Extract from A TREATISE OF HUMAN NATURE:

For as you make the very essence of morality to lie in the relations, and as there is no one of these relations but what is applicable, not only to an irrational, but also to an inanimate object; it follows, that even such objects must be susceptible of merit or demerit.
RESEMBLANCE, CONTRARIETY, DEGREES IN QUALITY, and PROPORTIONS IN QUANTITY AND NUMBER; all these relations belong as properly to matter, as to our actions, passions, and volitions.
It is unquestionable, therefore, that morality lies not in any of these relations, nor the sense of it in their discovery.
[Footnote 13. As a proof, how confused our way of thinking on this subject commonly is, we may observe, that those who assert, that morality is demonstrable, do not say, that morality lies in the relations, and that the relations are distinguishable by reason.
They only say, that reason can discover such an action, In such relations, to be virtuous, and such another vicious.
It seems they thought it sufficient, if they could bring the word, Relation, into the proposition, without troubling themselves whether it was to the purpose or not.
But here, I think, is plain argument.
Demonstrative reason discovers only relations.
But that reason, according to this hypothesis, discovers also vice and virtue.
These moral qualities, therefore, must be relations.
When we blame any action, in any situation, the whole complicated object, of action and situation, must form certain relations, wherein the essence of vice consists.
This hypothesis is not otherwise intelligible.
For what does reason discover, when it pronounces any action vicious? Does it discover a relation or a matter of fact? These questions are decisive, and must not be eluded.]
Should it be asserted, that the sense of morality consists in the discovery of some relation, distinct from these, and that our enumeration was not compleat, when we comprehended all demonstrable relations under four general heads: To this I know not what to reply, till some one be so good as to point out to me this new relation.
It is impossible to refute a system, which has never yet been explained.
In such a manner of fighting in the dark, a man loses his blows in the air, and often places them where the enemy is not present.
I must, therefore, on this occasion, rest contented with requiring the two following conditions of any one that would undertake to clear up this system.
First, As moral good and evil belong only to the actions of the mind, and are derived from our situation with regard to external objects, the relations, from which these moral distinctions arise, must lie only betwixt internal actions, and external objects, and must not be applicable either to internal actions, compared among themselves, or to external objects, when placed in opposition to other external objects.

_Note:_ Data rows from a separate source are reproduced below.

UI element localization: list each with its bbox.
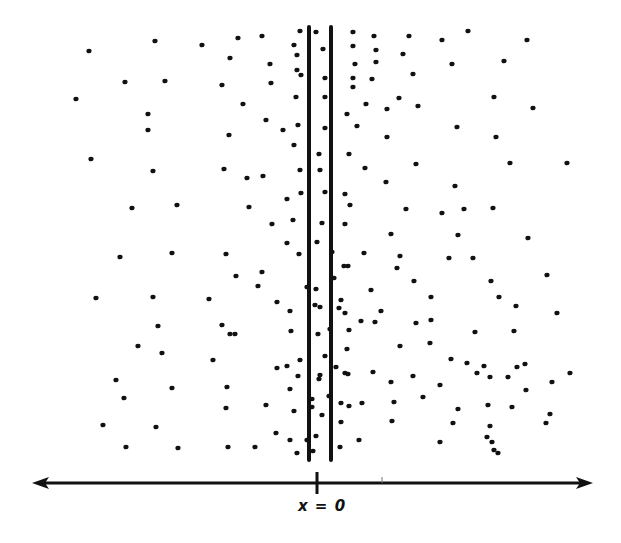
dot [199,43,204,48]
dot [524,38,529,43]
dot [437,383,442,388]
dot [314,240,319,245]
dot [113,378,118,383]
dot [544,273,549,278]
dot [240,102,245,107]
dot [341,264,346,269]
dot [145,112,150,117]
dot [384,135,389,140]
dot [543,421,548,426]
dot [437,440,442,445]
dot [567,371,572,376]
dot [454,125,459,130]
dot [287,387,292,392]
dot [549,380,554,385]
dot [319,413,324,418]
dot [313,287,318,292]
dot [400,52,405,57]
dot [274,300,279,305]
dot [450,421,455,426]
dot [338,401,343,406]
dot [427,341,432,346]
dot [342,192,347,197]
dot [420,395,425,400]
dot [350,44,355,49]
dot [489,440,494,445]
dot [284,197,289,202]
dot [346,152,351,157]
dot [280,128,285,133]
dot [350,85,355,90]
dot [493,135,498,140]
dot [312,303,317,308]
dot [415,104,420,109]
dot [210,358,215,363]
dot [313,434,318,439]
dot [373,48,378,53]
dot [491,95,496,100]
dot [259,270,264,275]
dot [397,344,402,349]
dot [233,274,238,279]
dot [320,47,325,52]
dot [481,364,486,369]
dot [496,295,501,300]
dot [362,166,367,171]
dot [263,118,268,123]
dot [338,298,343,303]
dot [232,332,237,337]
dot [100,423,105,428]
dot [155,324,160,329]
dot [86,49,91,54]
dot [117,255,122,260]
dot [259,34,264,39]
dot [391,400,396,405]
dot [235,36,240,41]
dot [344,112,349,117]
dot [159,351,164,356]
dot [547,412,552,417]
dot [223,252,228,257]
dot [554,311,559,316]
dot [487,375,492,380]
dot [225,445,230,450]
dot [523,388,528,393]
dot [316,152,321,157]
dot [319,221,324,226]
dot [316,377,321,382]
dot [274,366,279,371]
dot [446,256,451,261]
dot [513,304,518,309]
dot [337,445,342,450]
dot [206,297,211,302]
dot [352,62,357,67]
dot [322,126,327,131]
dot [293,95,298,100]
dot [219,83,224,88]
dot [294,451,299,456]
dot [297,29,302,34]
dot [350,30,355,35]
dot [378,309,383,314]
dot [295,123,300,128]
dot [162,79,167,84]
dot [317,305,322,310]
dot [338,420,343,425]
dot [509,405,514,410]
dot [350,76,355,81]
dot [310,449,315,454]
dot [291,143,296,148]
dot [291,43,296,48]
dot [175,446,180,451]
dot [298,191,303,196]
dot [174,203,179,208]
dot [322,190,327,195]
dot [474,371,479,376]
dot [317,373,322,378]
dot [403,207,408,212]
dot [297,168,302,173]
dot [219,323,224,328]
dot [344,347,349,352]
dot [455,233,460,238]
dot [368,288,373,293]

For as morality is supposed to attend certain relations, if these relations coued belong to internal actions considered singly, it would follow, that we might be guilty of crimes in ourselves, and independent of our situation, with respect to the universe: And in like manner, if these moral relations coued be applied to external objects, it would follow, that even inanimate beings would be susceptible of moral beauty and deformity.
Now it seems difficult to imagine, that any relation can be discovered betwixt our passions, volitions and actions, compared to external objects, which relation might not belong either to these passions and volitions, or to these external objects, compared among themselves.
But it will be still more difficult to fulfil the second condition, requisite to justify this system.